The Connection Between Mycobacterium Tuberculosis and Macrophage Cells in Lung Cancer Progression

An exploratory study for investigating how M. tuberculosis infection alters macrophage metabolism and identifies potential drug targets using genome-scale metabolic modeling.

Overview

Chronic Mycobacterium tuberculosis (Mtb) infection promotes inflammation and metabolic reprogramming in macrophages, potentially accelerating lung cancer development. This computational study uses genome-scale metabolic modeling to identify infection-specific metabolic vulnerabilities as potential drug targets.

Research Question

How does Mtb infection alter macrophage metabolism, and which metabolic reactions are unique to infected cells?

Key Findings

Metabolic Burden of Infection

  • Normal macrophage: Biomass growth rate 0.02699 h⁻¹
  • Mtb-infected macrophage: Biomass growth rate 0.00210 h⁻¹
  • 92% reduction in metabolic efficiency due to infection

Drug Target Identification

  • 117 essential reactions in healthy macrophages
  • 375 essential reactions in infected macrophages
  • 223 unique reactions identified as candidate drug targets

Critical Nutrients

Medium minimization revealed glucose and glutamine as essential substrates—blocking either flux reduced biomass growth to near zero.

Methodology

Genome-Scale Metabolic Models

  • iAB-AMØ-1410: Normal macrophage metabolism
  • iAB-AMØ-1410-Mt-661: Mtb-infected macrophage metabolism

Computational Analysis (COBRApy)

  1. Flux Balance Analysis (FBA): Predicted biomass growth and steady-state flux
  2. Flux Variability Analysis (FVA): Evaluated reaction redundancy at 90% optimality
  3. Reaction Classification: Identified essential, reversible, dead, and fixed reactions
  4. Systematic Knockout: Compared infected vs. healthy models to isolate infection-specific dependencies

Key Insight

By comparing essential reactions between healthy and infected models, we identified 223 infection-specific metabolic vulnerabilities that could be targeted therapeutically without affecting normal cell function.

Clinical Implications

This computational framework enables:

  • Targeted drug discovery for Mtb-associated lung cancer
  • Metabolic intervention strategies to disrupt infection-driven tumorigenesis
  • Host-pathogen interaction insights for understanding chronic infection consequences

Supervision

Conducted under Dr. Bridget Bannerman (Department of Medicine and Biochemistry, University of Cambridge) and Prof. Jorge Júlvez (Information and Communication Technologies, University of Zaragoza) at Pembroke College, University of Cambridge.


**WORK TASK:**
Each record must be printed again exactly as given.

**SOURCE INFORMATION:**
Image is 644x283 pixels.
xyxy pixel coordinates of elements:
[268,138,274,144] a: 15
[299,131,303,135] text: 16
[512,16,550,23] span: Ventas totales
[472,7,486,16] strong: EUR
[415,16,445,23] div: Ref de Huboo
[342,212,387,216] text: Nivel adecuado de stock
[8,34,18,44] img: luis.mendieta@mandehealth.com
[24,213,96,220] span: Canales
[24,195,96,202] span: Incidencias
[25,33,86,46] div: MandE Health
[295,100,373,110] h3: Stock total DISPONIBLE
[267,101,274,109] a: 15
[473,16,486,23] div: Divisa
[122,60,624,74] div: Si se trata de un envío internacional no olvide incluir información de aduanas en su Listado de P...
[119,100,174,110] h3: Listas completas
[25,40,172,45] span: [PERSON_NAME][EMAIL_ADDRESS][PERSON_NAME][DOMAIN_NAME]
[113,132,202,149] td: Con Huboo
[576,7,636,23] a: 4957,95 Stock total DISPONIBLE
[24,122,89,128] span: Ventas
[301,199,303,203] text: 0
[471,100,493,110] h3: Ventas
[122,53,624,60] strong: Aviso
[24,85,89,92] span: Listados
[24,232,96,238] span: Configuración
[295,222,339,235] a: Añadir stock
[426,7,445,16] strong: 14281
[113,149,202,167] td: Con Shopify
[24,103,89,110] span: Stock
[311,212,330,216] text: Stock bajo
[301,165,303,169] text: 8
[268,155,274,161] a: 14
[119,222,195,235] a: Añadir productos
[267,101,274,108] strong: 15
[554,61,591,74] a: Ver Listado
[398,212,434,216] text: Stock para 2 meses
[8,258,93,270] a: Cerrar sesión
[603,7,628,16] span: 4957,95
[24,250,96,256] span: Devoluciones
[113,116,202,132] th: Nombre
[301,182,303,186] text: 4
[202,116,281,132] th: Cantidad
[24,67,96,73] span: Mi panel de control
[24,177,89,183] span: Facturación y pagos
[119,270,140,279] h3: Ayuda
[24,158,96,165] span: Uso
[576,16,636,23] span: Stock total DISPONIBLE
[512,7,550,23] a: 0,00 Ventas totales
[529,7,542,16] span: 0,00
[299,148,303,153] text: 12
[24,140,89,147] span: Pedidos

**REPLY:**
Image is 644x283 pixels.
xyxy pixel coordinates of elements:
[268,138,274,144] a: 15
[299,131,303,135] text: 16
[512,16,550,23] span: Ventas totales
[472,7,486,16] strong: EUR
[415,16,445,23] div: Ref de Huboo
[342,212,387,216] text: Nivel adecuado de stock
[8,34,18,44] img: luis.mendieta@mandehealth.com
[24,213,96,220] span: Canales
[24,195,96,202] span: Incidencias
[25,33,86,46] div: MandE Health
[295,100,373,110] h3: Stock total DISPONIBLE
[267,101,274,109] a: 15
[473,16,486,23] div: Divisa
[122,60,624,74] div: Si se trata de un envío internacional no olvide incluir información de aduanas en su Listado de P...
[119,100,174,110] h3: Listas completas
[25,40,172,45] span: [PERSON_NAME][EMAIL_ADDRESS][PERSON_NAME][DOMAIN_NAME]
[113,132,202,149] td: Con Huboo
[576,7,636,23] a: 4957,95 Stock total DISPONIBLE
[24,122,89,128] span: Ventas
[301,199,303,203] text: 0
[471,100,493,110] h3: Ventas
[122,53,624,60] strong: Aviso
[24,85,89,92] span: Listados
[24,232,96,238] span: Configuración
[295,222,339,235] a: Añadir stock
[426,7,445,16] strong: 14281
[113,149,202,167] td: Con Shopify
[24,103,89,110] span: Stock
[311,212,330,216] text: Stock bajo
[301,165,303,169] text: 8
[268,155,274,161] a: 14
[119,222,195,235] a: Añadir productos
[267,101,274,108] strong: 15
[554,61,591,74] a: Ver Listado
[398,212,434,216] text: Stock para 2 meses
[8,258,93,270] a: Cerrar sesión
[603,7,628,16] span: 4957,95
[24,250,96,256] span: Devoluciones
[113,116,202,132] th: Nombre
[301,182,303,186] text: 4
[202,116,281,132] th: Cantidad
[24,67,96,73] span: Mi panel de control
[24,177,89,183] span: Facturación y pagos
[119,270,140,279] h3: Ayuda
[24,158,96,165] span: Uso
[576,16,636,23] span: Stock total DISPONIBLE
[512,7,550,23] a: 0,00 Ventas totales
[529,7,542,16] span: 0,00
[299,148,303,153] text: 12
[24,140,89,147] span: Pedidos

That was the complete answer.